Having boldly deployed troops and planes on behalf of Syria's bloodstained dictatorship, Russian President Vladimir Putin mounted the podium of the U.N. General Assembly on Monday and called on the nations of the world to join him in a broad coalition to defeat the Islamic State and similar groups across the Middle East.
Like the World War II "anti-Hitler" alliance, Mr. Putin observed, such a coalition would unite governments of all varieties: democracies, dictatorships and theocracies alike.
Only by shoring up existing governments — including undemocratic ones like that headed by Bashar al-Assad in Damascus — and restoring the principle of "state sovereignty" could the threat of revolutionary upheaval be banished and international stability restored, Mr. Putin asserted. He invoked the bygone days in which the "Yalta system" kept the peace.
May the nations of the world resist this siren song. What Mr. Putin leaves out of his little tale is the fact that the United States and its allies were fighting not only against fascism but also for democracy.
The alliance with Stalin's Soviet Union was a necessary evil; and the peace kept by Yalta (as mendaciously implemented by the Soviet dictator) was a poor, liberty-less one for half of Europe. As the events of 1989 were to prove, that order was, in fact, quite unstable due to its sacrifice of human liberty.
Mr. Putin is just as wrong to blame all the troubles of Syria, and, seemingly, the world on Western pro-democracy meddling. To the contrary, as President Obama ringingly declared in his speech to the General Assembly, the mass killing in Syria began when Mr. Assad brutally crushed a peaceful pro-democracy uprising of domestic origin.
There can be no lasting peace in Syria or anywhere else on the basis of tyranny restored. "Catastrophes, like what we are seeing in Syria, do not take place in countries where there is genuine democracy and respect for the universal values this institution is supposed to defend," he said.
Mr. Obama's vision, in short, was not only morally preferable to Mr. Putin's but also, as a statement about humanity's long-term needs, more realistic.
Unfortunately, Mr. Obama lacks any strategy to back up this vision or to counter Mr. Putin, who is backing his words with a show of military "hard power" and a flurry of alliance-building in Syria, Iraq and Iran. Mr. Obama failed to lend timely, effective support to Syria's rebellion before extremists took it over.
Then he laid down a blurry "red line" against Mr. Assad's chemical weapons use, threatening to enforce it with airstrikes before backing down in return for a Russian-brokered disarmament deal that kept Mr. Assad in power.
At the United Nations, Mr. Obama now offers to cooperate with Russia, and Iran, on a "compromise" solution to Syria whose goal — "a managed transition" to a post-Assad government — is incompatible with Russian and Iranian principles to the extent it doesn't violate Washington's own.
"Plan beats no plan," as former treasury secretary Timothy F. Geithner used to say. Shortsighted and cynical as it may be, at least Mr. Putin has a plan for Syria. After all this time, Mr. Obama still does not.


Only the lines holding the word "More" are wanted; copy each of them from the listing.

====

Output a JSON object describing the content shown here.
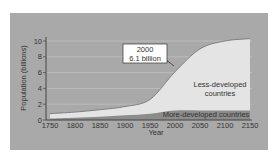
{
  "chart_data": {
    "type": "area",
    "title": "",
    "xlabel": "Year",
    "ylabel": "Population (billions)",
    "xlim": [
      1750,
      2150
    ],
    "ylim": [
      0,
      10
    ],
    "x": [
      1750,
      1800,
      1850,
      1900,
      1950,
      2000,
      2050,
      2100,
      2150
    ],
    "x_ticks": [
      "1750",
      "1800",
      "1850",
      "1900",
      "1950",
      "2000",
      "2050",
      "2100",
      "2150"
    ],
    "y_ticks": [
      "0",
      "2",
      "4",
      "6",
      "8",
      "10"
    ],
    "grid": true,
    "series": [
      {
        "name": "More-developed countries",
        "values": [
          0.2,
          0.3,
          0.4,
          0.6,
          0.8,
          1.2,
          1.2,
          1.2,
          1.2
        ],
        "color": "#8c8c8c"
      },
      {
        "name": "Less-developed countries",
        "values": [
          0.6,
          0.7,
          0.9,
          1.1,
          1.8,
          4.9,
          7.8,
          8.8,
          9.1
        ],
        "color": "#e4e4e4"
      }
    ],
    "total": [
      0.8,
      1.0,
      1.3,
      1.7,
      2.6,
      6.1,
      9.0,
      10.0,
      10.3
    ],
    "annotations": [
      {
        "text_line1": "2000",
        "text_line2": "6.1 billion",
        "x": 2000,
        "y": 6.1
      }
    ],
    "area_labels": {
      "less_line1": "Less-developed",
      "less_line2": "countries",
      "more": "More-developed countries"
    }
  }
}
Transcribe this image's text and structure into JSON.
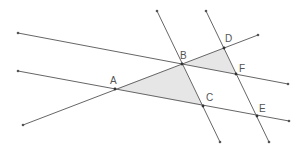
{
  "diagram": {
    "type": "geometry-parallel-lines-similar-triangles",
    "colors": {
      "line": "#666666",
      "shade": "#e6e6e6",
      "label": "#555555",
      "background": "#ffffff"
    },
    "points": [
      {
        "id": "A",
        "label": "A",
        "x": 115,
        "y": 89
      },
      {
        "id": "B",
        "label": "B",
        "x": 182,
        "y": 64
      },
      {
        "id": "C",
        "label": "C",
        "x": 203,
        "y": 106
      },
      {
        "id": "D",
        "label": "D",
        "x": 224,
        "y": 48
      },
      {
        "id": "F",
        "label": "F",
        "x": 236,
        "y": 74
      },
      {
        "id": "E",
        "label": "E",
        "x": 257,
        "y": 116
      }
    ],
    "lines": [
      {
        "name": "line-upper",
        "through": [
          "B",
          "F"
        ],
        "x1": 18,
        "y1": 33,
        "x2": 288,
        "y2": 84
      },
      {
        "name": "line-lower",
        "through": [
          "A",
          "C",
          "E"
        ],
        "x1": 18,
        "y1": 71,
        "x2": 289,
        "y2": 121
      },
      {
        "name": "line-transversal-ABD",
        "through": [
          "A",
          "B",
          "D"
        ],
        "x1": 23,
        "y1": 125,
        "x2": 258,
        "y2": 35
      },
      {
        "name": "line-BC",
        "through": [
          "B",
          "C"
        ],
        "x1": 157,
        "y1": 11,
        "x2": 220,
        "y2": 142
      },
      {
        "name": "line-DFE",
        "through": [
          "D",
          "F",
          "E"
        ],
        "x1": 206,
        "y1": 11,
        "x2": 269,
        "y2": 142
      }
    ],
    "shaded_triangles": [
      {
        "name": "triangle-ABC",
        "vertices": [
          "A",
          "B",
          "C"
        ]
      },
      {
        "name": "triangle-BDF",
        "vertices": [
          "B",
          "D",
          "F"
        ]
      }
    ]
  }
}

====

ANSWER TO THIS EXERCISE ::
        "name": "More-developed countries",
      "more": "More-developed countries"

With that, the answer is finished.